Most of what you need to know about Rose-Lynn Harlan can be learned in five seconds flat; she wears her heart on her sleeve, and keeps her mantra tattooed on the arm underneath: “Three chords and the truth.” But this red-headed spitfire — feral, brusque, and always wearing a pair of giant headphones to blast Emmylou Harris and block out the rest of the world — isn’t being entirely honest with herself. For one thing, Rose-Lynn blames everyone else for her troubles because she can’t stand to confront her own culpability. It’s easier for her to saunter out of prison singing “Outlaw State of Mind” if she just keeps telling herself she was too high to even know that she was smuggling heroin when she got pinched. And it’s easier for her to stroll right back into Glasgow’s Grand Ole Opry (a real place!) and pick up her dreams where she left them if she pretends that her two young kids are better off being raised by their grandmother (the great Julie Walters). As the song goes: “Country girl, got to keep on keepin’ on.”

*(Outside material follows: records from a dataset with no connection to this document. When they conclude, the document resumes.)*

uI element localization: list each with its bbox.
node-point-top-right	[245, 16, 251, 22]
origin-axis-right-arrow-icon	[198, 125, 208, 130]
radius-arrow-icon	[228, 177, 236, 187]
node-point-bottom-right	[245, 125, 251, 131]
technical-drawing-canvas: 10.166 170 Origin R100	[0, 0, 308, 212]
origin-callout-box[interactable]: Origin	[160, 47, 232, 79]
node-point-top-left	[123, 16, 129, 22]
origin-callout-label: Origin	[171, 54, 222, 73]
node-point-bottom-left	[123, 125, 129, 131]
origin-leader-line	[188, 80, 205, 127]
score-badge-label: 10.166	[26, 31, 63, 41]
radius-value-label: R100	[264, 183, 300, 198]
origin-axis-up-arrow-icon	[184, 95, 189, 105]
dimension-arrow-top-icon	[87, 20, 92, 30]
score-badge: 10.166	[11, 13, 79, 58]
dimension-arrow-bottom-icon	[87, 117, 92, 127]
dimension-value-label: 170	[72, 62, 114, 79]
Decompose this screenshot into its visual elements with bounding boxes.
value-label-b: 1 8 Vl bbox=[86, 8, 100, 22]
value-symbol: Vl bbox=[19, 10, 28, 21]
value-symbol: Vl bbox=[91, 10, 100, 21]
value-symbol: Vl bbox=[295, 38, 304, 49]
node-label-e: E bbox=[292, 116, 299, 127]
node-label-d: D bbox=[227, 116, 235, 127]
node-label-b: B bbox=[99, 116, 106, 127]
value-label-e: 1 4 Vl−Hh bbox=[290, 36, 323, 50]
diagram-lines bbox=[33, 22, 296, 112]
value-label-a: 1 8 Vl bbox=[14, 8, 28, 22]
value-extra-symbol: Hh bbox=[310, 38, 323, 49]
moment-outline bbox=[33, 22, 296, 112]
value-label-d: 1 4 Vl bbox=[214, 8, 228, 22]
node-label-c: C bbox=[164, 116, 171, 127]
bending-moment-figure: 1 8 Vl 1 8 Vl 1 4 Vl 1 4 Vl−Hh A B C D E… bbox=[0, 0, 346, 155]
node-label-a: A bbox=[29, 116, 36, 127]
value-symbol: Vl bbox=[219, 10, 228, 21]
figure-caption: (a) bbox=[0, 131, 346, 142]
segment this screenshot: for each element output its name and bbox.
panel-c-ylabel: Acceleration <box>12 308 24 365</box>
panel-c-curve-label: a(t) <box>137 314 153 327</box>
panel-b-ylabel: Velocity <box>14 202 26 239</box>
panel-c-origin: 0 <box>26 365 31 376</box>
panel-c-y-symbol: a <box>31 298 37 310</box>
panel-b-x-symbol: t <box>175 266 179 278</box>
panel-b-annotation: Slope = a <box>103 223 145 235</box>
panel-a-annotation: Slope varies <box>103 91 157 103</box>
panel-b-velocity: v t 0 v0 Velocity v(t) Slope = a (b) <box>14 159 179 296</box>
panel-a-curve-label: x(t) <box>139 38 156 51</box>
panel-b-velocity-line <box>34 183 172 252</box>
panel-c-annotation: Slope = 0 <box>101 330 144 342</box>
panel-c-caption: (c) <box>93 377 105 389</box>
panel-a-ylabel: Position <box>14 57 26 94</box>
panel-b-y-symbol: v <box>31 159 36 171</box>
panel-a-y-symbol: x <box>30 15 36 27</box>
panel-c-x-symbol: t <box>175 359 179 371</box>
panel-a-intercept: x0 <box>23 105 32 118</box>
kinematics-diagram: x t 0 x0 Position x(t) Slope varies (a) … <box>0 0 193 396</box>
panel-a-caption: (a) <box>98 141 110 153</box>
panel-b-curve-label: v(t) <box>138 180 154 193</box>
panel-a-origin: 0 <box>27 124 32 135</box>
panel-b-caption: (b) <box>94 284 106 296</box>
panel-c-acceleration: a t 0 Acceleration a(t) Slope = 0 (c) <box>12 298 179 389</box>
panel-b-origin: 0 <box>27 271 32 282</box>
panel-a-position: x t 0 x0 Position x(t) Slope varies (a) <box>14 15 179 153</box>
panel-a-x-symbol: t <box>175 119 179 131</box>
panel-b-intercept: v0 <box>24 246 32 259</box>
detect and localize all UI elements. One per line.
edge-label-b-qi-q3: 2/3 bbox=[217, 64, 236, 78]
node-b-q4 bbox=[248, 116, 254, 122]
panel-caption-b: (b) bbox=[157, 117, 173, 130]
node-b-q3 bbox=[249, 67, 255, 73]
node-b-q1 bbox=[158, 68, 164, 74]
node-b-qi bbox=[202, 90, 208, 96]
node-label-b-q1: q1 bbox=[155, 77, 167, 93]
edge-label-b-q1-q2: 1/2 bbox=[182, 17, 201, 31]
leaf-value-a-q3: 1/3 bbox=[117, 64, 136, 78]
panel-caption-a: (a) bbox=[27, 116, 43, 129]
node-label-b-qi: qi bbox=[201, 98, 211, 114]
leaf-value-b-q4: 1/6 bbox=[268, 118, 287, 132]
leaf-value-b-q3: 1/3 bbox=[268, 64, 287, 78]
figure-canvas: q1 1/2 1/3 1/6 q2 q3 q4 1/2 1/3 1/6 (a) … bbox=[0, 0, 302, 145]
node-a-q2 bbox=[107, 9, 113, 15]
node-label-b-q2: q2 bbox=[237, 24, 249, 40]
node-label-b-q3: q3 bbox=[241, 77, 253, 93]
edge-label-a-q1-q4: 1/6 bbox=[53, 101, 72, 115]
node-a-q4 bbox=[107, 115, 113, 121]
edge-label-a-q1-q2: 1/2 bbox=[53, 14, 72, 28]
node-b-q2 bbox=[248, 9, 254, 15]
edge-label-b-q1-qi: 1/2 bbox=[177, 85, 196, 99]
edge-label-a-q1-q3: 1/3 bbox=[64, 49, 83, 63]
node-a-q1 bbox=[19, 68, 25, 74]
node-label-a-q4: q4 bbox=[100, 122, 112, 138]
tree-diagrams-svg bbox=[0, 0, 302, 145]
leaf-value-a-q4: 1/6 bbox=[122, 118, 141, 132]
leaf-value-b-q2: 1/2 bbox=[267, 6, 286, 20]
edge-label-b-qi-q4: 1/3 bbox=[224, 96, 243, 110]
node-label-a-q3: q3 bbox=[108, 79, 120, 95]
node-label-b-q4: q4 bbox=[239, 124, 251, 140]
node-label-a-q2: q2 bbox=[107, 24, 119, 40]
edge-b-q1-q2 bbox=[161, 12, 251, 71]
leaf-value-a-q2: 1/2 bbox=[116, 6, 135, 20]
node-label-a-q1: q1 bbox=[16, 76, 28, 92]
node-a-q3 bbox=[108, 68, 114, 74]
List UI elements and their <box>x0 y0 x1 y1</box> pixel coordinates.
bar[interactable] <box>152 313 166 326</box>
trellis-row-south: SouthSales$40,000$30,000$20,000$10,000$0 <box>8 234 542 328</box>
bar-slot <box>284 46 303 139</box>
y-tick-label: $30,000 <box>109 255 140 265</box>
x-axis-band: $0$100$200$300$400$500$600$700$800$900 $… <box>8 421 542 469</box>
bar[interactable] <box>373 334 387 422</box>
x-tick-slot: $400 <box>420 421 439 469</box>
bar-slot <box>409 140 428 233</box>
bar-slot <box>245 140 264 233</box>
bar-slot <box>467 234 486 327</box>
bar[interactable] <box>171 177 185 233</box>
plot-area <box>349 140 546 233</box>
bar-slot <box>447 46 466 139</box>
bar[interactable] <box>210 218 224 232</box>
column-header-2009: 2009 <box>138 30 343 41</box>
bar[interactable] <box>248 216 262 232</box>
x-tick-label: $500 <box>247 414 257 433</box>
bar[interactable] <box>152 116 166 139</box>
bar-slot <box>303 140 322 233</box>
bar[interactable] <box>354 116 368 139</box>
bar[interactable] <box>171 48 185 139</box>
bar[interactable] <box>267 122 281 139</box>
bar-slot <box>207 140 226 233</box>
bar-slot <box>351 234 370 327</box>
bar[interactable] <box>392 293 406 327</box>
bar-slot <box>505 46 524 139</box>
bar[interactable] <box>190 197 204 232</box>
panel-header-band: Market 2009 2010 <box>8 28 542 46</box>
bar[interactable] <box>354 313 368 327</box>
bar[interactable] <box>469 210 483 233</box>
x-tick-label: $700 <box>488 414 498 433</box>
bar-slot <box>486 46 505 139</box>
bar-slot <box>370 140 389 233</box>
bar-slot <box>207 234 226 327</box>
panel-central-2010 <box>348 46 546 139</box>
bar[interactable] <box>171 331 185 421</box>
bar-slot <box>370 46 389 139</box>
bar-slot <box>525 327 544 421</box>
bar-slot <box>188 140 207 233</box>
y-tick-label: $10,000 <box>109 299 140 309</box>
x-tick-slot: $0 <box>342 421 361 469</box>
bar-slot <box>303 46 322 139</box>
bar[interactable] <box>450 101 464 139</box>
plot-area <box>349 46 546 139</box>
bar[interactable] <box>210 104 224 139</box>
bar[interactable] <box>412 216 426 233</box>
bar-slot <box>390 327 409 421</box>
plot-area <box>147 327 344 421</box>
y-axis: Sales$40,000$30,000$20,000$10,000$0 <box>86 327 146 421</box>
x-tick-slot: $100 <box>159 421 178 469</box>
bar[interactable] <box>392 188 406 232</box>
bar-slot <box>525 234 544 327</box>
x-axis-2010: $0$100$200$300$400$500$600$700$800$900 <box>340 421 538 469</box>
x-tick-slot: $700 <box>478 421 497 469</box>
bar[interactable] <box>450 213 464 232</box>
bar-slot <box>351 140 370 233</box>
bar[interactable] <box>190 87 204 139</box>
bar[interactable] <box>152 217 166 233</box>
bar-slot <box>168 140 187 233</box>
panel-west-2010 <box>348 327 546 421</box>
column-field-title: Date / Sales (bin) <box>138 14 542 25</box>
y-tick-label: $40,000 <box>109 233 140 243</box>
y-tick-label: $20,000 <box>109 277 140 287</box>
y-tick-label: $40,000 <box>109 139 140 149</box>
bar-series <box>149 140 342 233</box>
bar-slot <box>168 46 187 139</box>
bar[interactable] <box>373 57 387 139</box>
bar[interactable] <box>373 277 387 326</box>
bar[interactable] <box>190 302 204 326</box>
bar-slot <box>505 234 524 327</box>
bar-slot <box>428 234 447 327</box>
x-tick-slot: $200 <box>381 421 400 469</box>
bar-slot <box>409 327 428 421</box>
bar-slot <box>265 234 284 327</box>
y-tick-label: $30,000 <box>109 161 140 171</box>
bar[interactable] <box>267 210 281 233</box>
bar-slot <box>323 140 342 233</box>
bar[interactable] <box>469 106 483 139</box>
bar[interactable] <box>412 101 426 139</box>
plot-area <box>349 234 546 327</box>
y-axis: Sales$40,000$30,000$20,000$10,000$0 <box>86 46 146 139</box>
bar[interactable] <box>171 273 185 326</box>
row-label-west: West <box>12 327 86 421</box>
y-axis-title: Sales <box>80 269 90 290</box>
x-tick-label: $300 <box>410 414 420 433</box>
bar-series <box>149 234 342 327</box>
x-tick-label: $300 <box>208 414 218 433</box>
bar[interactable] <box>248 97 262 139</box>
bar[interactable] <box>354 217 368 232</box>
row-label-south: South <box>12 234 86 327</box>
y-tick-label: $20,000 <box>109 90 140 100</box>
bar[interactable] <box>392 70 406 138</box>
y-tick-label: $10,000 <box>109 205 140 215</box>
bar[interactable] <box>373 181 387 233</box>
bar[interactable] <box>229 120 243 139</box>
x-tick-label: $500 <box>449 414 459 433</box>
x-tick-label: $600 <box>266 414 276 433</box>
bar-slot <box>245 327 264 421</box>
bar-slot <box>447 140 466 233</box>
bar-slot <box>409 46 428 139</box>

Rose-Lynn knows what she was born to do, and she can’t live with being born an ocean away from the only place that she can do it. The girl is a country soul in a Scottish body, complete with a thick accent that melts away like butter whenever Buckley sings. At one point Rose-Lynn even likens her dislocation to the dysphoria of being trans; that analogy doesn’t hold up too well, but she’s not big on nuance or sensitive towards anyone besides herself.

She shags her Elvis-looking boyfriend in public and starts fights with anyone who crosses her path, a tendency that gets Rose-Lynn fired from her bartending job and forces her to work as a housekeeper for a wealthy mom in some posh suburb. Sophie Okonedo is a refreshing gust of warm air in the role, and the slightly patronizing interest this rich black lady takes in her uncouth new employee is an effective inversion of the “blind side” dynamic in a movie where everyone is pushing back against social presumptions. It’s Okonedo’s character who paves the way for Rose-Lynn to pursue her dream (in a subplot that echoes Buckley’s own journey as a runner-up on a popular British singing competition), and it’s Okonedo’s character who Rose-Lynn curiously neglects to tell about her kids.

Wild Rose
“Wild Rose”Neon

 

At its core, “Wild Rose” is a story about a single mother struggling to find a sustainable balance between hope and responsibility — between dreams and reality — and the eyes-on-the-road desperation of Buckley’s performance makes it easy to appreciate how Rose-Lynn feels cornered into choosing one or the other. To us, she’s all things at once: Lovable for her raw talent and quixotic imagination, but loathsome for being a shit parent who takes her own mom for granted, and Buckley leans into both sides with a reckless abandon that makes Taylor’s script feel much less schematic than it must have read on the page. But Harper isn’t always sure what to do with all that energy.

While the performance scenes are shot with emotional clarity, much of the movie feels sluggish by comparison — like it’s just trying to split the difference between the visceral sweep of Rose-Lynn’s voice and the drab colorlessness of her circumstances. Harper is hesitant to break the mold and let his film’s heroine impose her will; a small handful of lightly fantastical asides suggest the director had the impulse to let Rose-Lynn take the wheel, but he pulls back, as if he were afraid that too much enthusiasm might undo the “no place like home” morality that ties the story together. But Rose’s voice is so powerful that every word she sings comes out like the gospel truth, and so when she belts out the movie’s climactic number — an original barnstormer co-written by Mary Steenburgen! — it’s impossible not to just take the character at her word.

In fairness, Buckley is almost too talented for “Wild Rose” to make sense; with that kind of voice and charisma, Nashville should just pack up and come to her. That might be the only ending simpler and more satisfying than the one the movie actually finds, as Harper’s stirring fable recovers from its clichés just in time to redefine what it really means for someone to live out their dreams.

Grade: B

Neon will release “Wild Rose” in theaters on June 21.